Sunday, June 07, 2009

A Tale of Two Hamlets (where only one counts, apparently)

Did anyone else catch Radio 4's Saturday Review last night (Saturday 6 June 2009)? They reviewed the current Jude Law production of Hamlet, on at the Donmar West End - very favourably as it happens (fair play to them: though I must lay my cards on the table and acknowledge I pretty much don't get Jude Law's appeal*).

Inevitably, given the debate about 'celebrity casting' they mentioned David Tennant's recent take on the role. (I'm personally of the opinion you have to take each Hamlet on their own terms, more or less. Case in point: the brilliance - and difference - of Ed Bennett as Hamlet last winter).

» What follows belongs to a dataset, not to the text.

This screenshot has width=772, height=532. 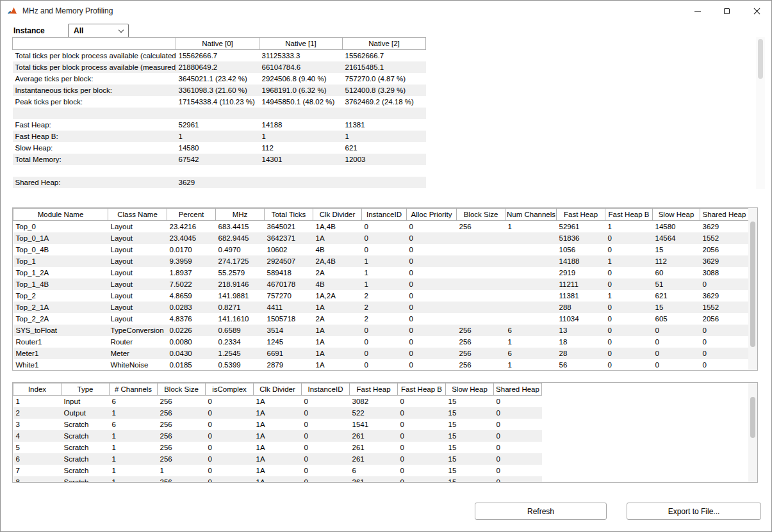 What do you see at coordinates (192, 353) in the screenshot?
I see `table-cell: 0.0430` at bounding box center [192, 353].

But what's this the Saturday Review team say? [I think this is correct from listening back to the iPlayer]
"... if only David Tennant hadn't done his brief series of appearances as Hamlet at the start of the year then everyone would be able to see what a brilliant Hamlet he [Jude Law] is..."
WHAT?!!! WHAT????!!!!

I'm sorry but I rather lost the plot at that point and spent much of the remainder of the review shouting at the radio - because at no point was it obvious that the criteria by which they were reviewing Law's Hamlet was that of performing in London. Front Row -- Saturday Review's weekday sibling -- had quite happily reviewed the RSC Stratford production of Hamlet AND then the London run (with Bennett having taken over from Press Night onwards until that fateful Saturday when that lucky bitch my best friend H attended). So why did this review make it seem as if Tennant had simply failed to bother actually doing Hamlet? He did Hamlet in Stratford for FIVE FREAKIN' MONTHS!!!! Doing performances pretty much every day and THEN adding in his adorable turn as Berowne on top for the last 6/7 weeks of the Stratford run!

Gah. Must learn to not get so agitated.

Don't get me wrong, I'm perfectly happy to accept reviews make comparisons between performances, but they surely have to acknowledge some level of context and for me this came dangerously close to a mean-spirited distortion of theatre history. I get the point (grumble grumble nonetheless) that the Olivier Awards are about London stage performances and that by virtue of his absence after the preview performances until the final week of the run, Tennant could not be considered for that award's glory. But reviewing is another matter entirely: all they had to do to make their comments last night legitimate (if remaining narrow-minded) was to add in the phrase "in London" (so it would remarked on Tennant's "brief series of of appearances as Hamlet in London at the start of the year..." and I would have been mollified.

Probably.

Rant over.


* I could cope with Gattaca - good film, Ethan Hawke for the 'pretty' appealing to me; and I thought Law gamely sent up his own shallowness in I Heart Huckabees. Otherwise: mostly meh.

5 comments:

Persephone said...

Jude Law is a little too pretty for my tastes, but I have no difficulty in believing he could pull off Hamlet. Have you seen him in The Road to Perdition? He was rather good in that and definitely playing against type.

Are you sure the Saturday Review team weren't just trying to pull your leg?

Lisa Rullsenberg said...

Oh yeah, I had forgot The Road to Perdition - he was nasty in that wasn't he? (That's a compliment btw!)

Sadly though the Saturday Review team were NOT leg-pulling. The remark was delivered deadpan, statement of fact stylee. *sigh*

I know what you mean about 'pretty': I'm not sure what it is but some blokes just don't press my button (that sounds much ruder written down). Brad Pitt: equally meh to me (I've liked him best as the stoner in True Romance and the thieving pretty boy in Thelma and Louise).

Lisa Rullsenberg said...

Oh, and I to have no doubt he would make a very good Hamlet. That wasn't intended to be my point, before any Jude Law fans accuse me of not giving his acting a chance. But if Saturday Review are banging on about Law 'bringing in a new audience' (which they also said) then pretending that Tennant didn't do that at Stratford - or London - already is just mean-spirited.

Jane Henry said...

Hearing comments like that always always make me ashamed to be a Londoner, albeit one who's moved out of the big smoke (I'll consider myself one till the day I die...) I just don't get why they do that ignorant thing of forgetting that London does not the whole country represent.

I rather liked Jude Law as the robot in AI, and also as the Yank (perimenopausal moment as I forget his name again) in The Talented Mr Ripley. Oh and he is wonderful in The Holiday. I could quite see why Cameron Diaz fell in love with him. Might have been swayed by personal circs there as have friend who lost his first wife to cancer and was left with small child, so it rang lots of bells, but the way JL was with the kids made me think for all his faults he is probably a great dad. But yes, he is very pretty...

JoeinVegas said...

Agree with Jane, he was rather amusing in AI.